Not an engineer but… Land surveys would be the first step. Is the location fit for the bridge or tunnel? Tunnels would ideally not be built on a fault line or across a fault line if it is known to be active. As far as bridges- spacers get put in them to accommodate for expansion and shrinking due to temperature changes, that could accommodate some ground movement as well. And bridges generally have some amount of flexibility by design- in seismically active areas this would be an extra consideration.
Not an engineer but… Land surveys would be the first step. Is the location fit for the bridge or tunnel? Tunnels would ideally not be built on a fault line or across a fault line if it is known to be active. As far as bridges- spacers get put in them to accommodate for expansion and shrinking due to temperature changes, that could accommodate some ground movement as well. And bridges generally have some amount of flexibility by design- in seismically active areas this would be an extra consideration.

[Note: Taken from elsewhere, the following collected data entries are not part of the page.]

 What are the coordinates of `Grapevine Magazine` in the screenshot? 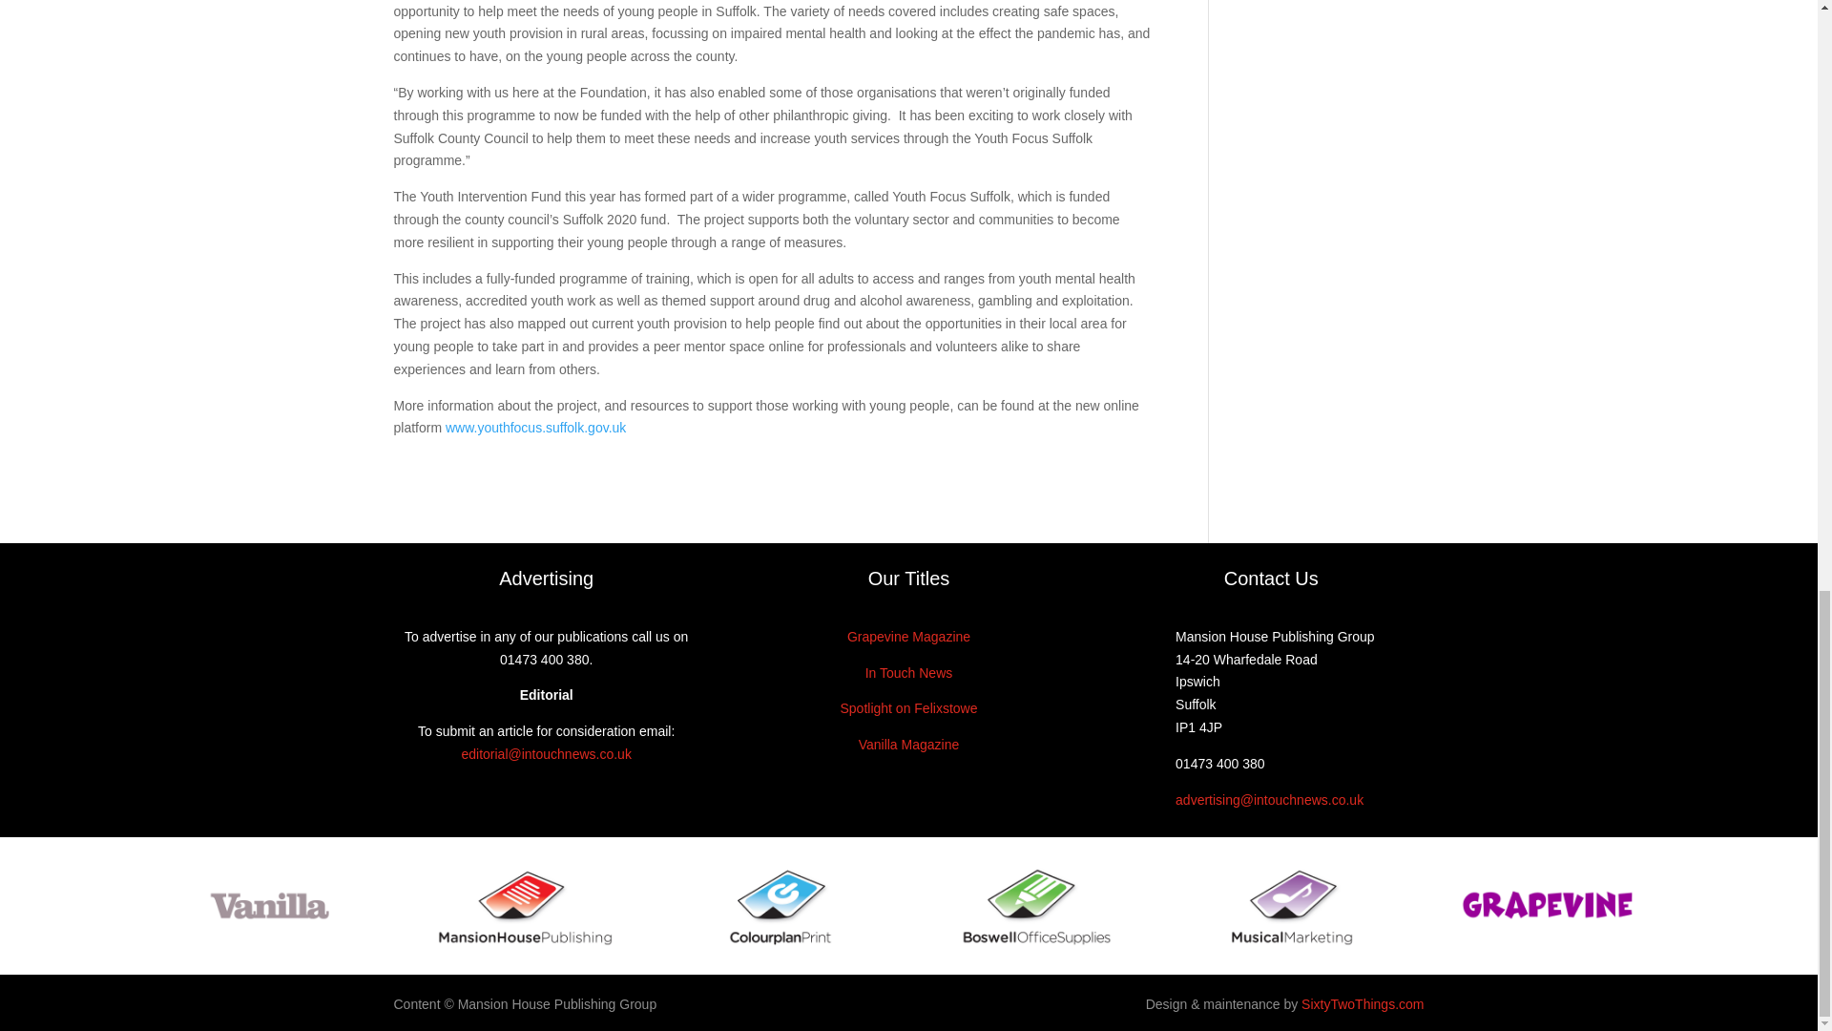 It's located at (908, 636).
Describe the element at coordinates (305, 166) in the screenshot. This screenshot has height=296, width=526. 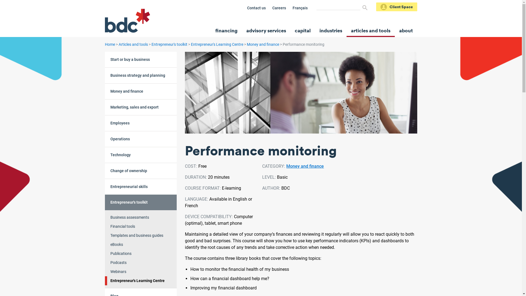
I see `Money and finance` at that location.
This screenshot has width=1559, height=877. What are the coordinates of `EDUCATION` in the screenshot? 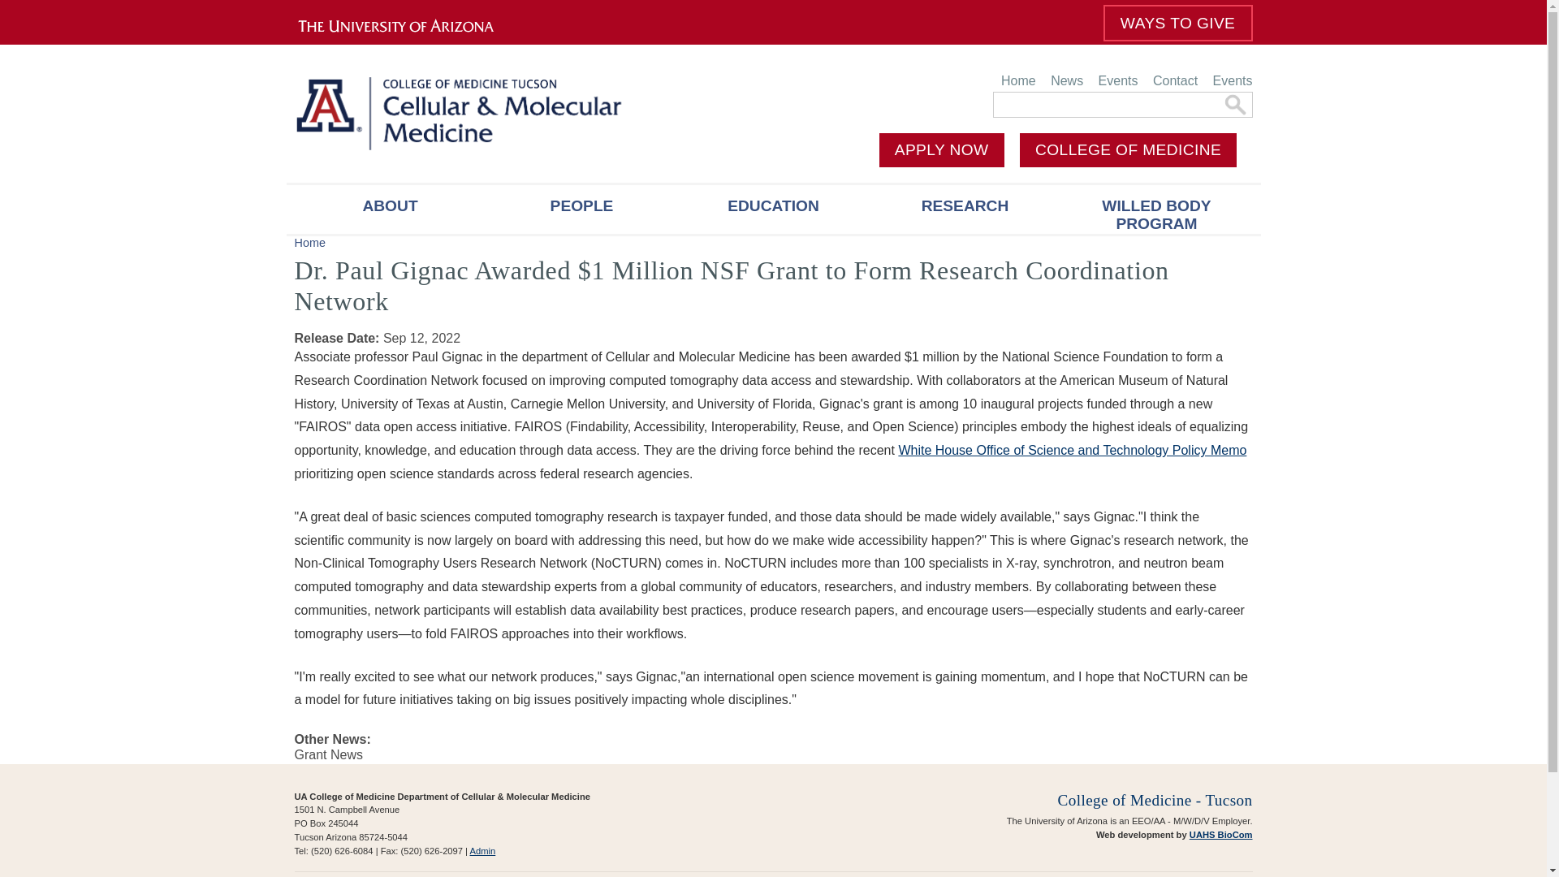 It's located at (772, 210).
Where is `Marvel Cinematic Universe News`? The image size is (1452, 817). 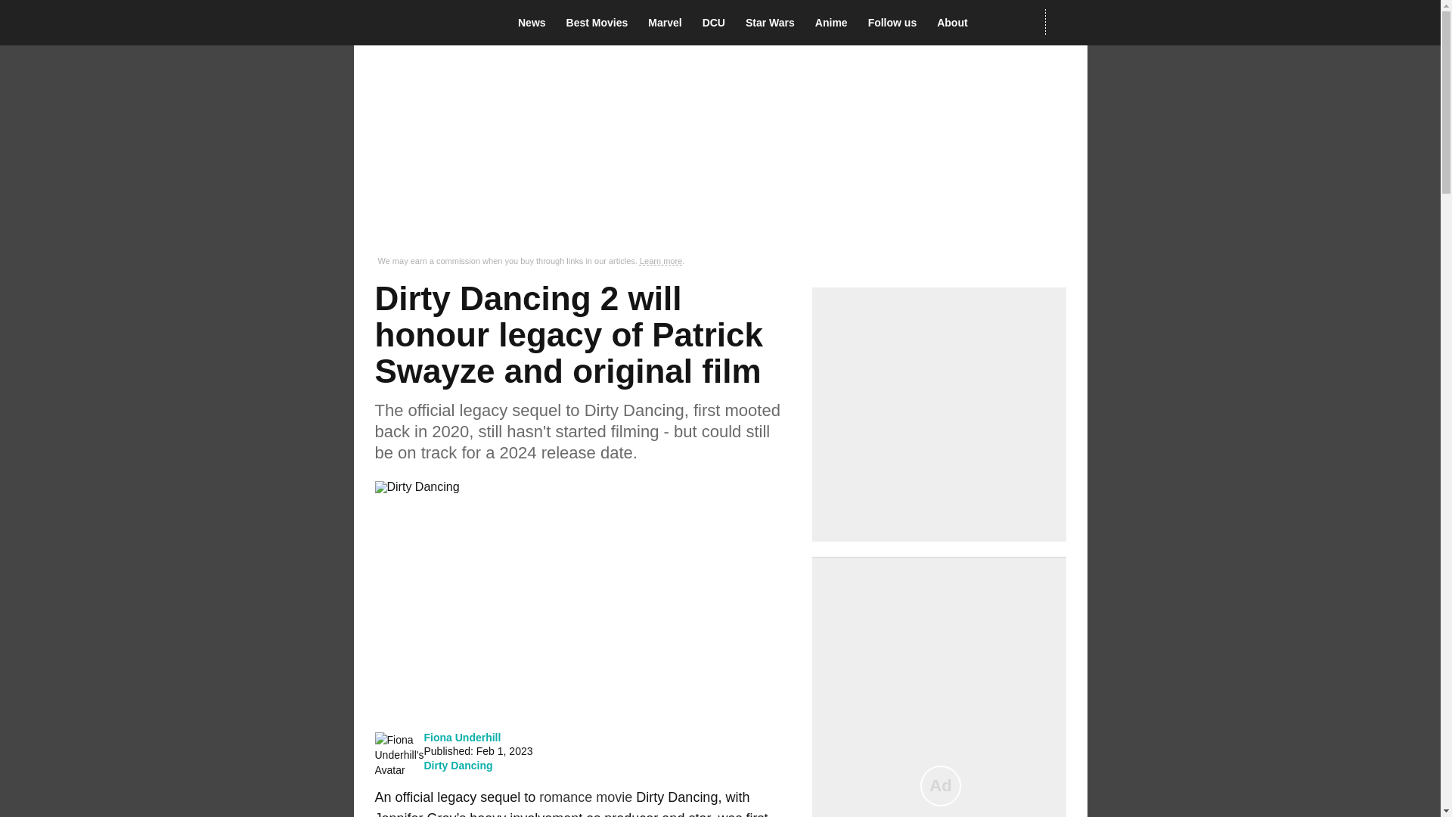 Marvel Cinematic Universe News is located at coordinates (669, 23).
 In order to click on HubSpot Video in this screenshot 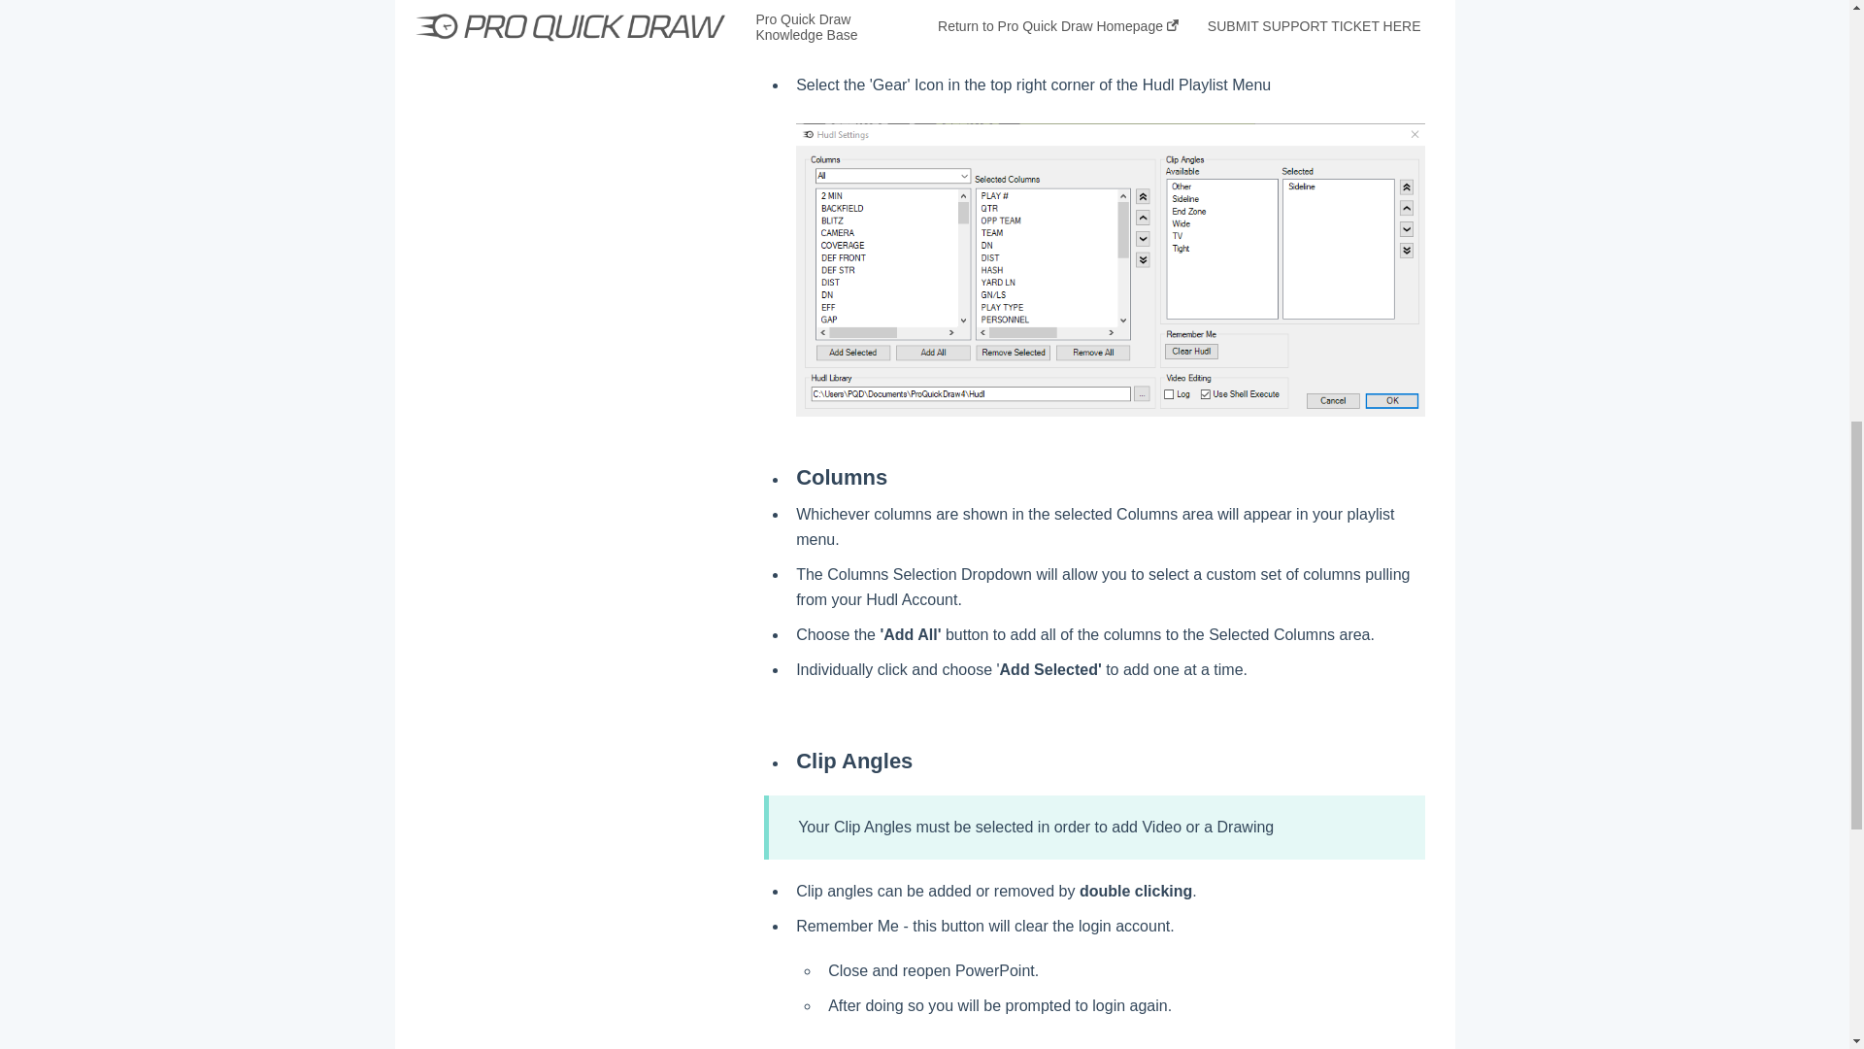, I will do `click(1095, 10)`.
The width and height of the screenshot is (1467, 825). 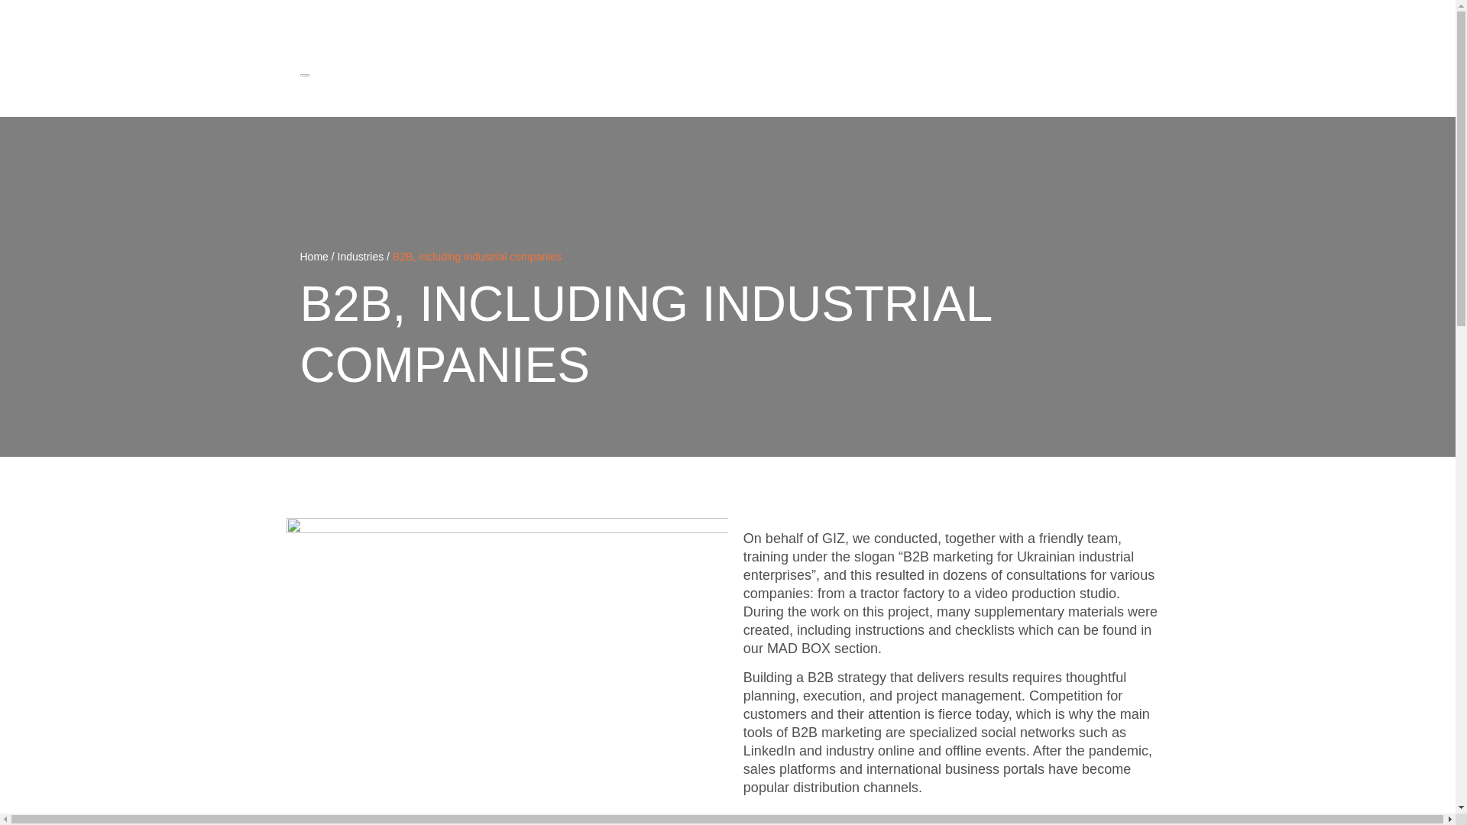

Not an engineer but… Land surveys would be the first step. Is the location fit for the bridge or tunnel? Tunnels would ideally not be built on a fault line or across a fault line if it is known to be active. As far as bridges- spacers get put in them to accommodate for expansion and shrinking due to temperature changes, that could accommodate some ground movement as well. And bridges generally have some amount of flexibility by design- in seismically active areas this would be an extra consideration.
Continents don’t drift like stretching taffy. They creak and judder and largely stay rigid, shifting along lines known as fault lines. And they don’t move smoothly – they stay still for years and then there’s an earthquake and they move a lot (like, several inches) in a short time.
You typically don’t build a bridge straight across a fault line. If you do, it falls down in the next earthquake. You certainly don’t do something as dumb as tunnelling across a fault.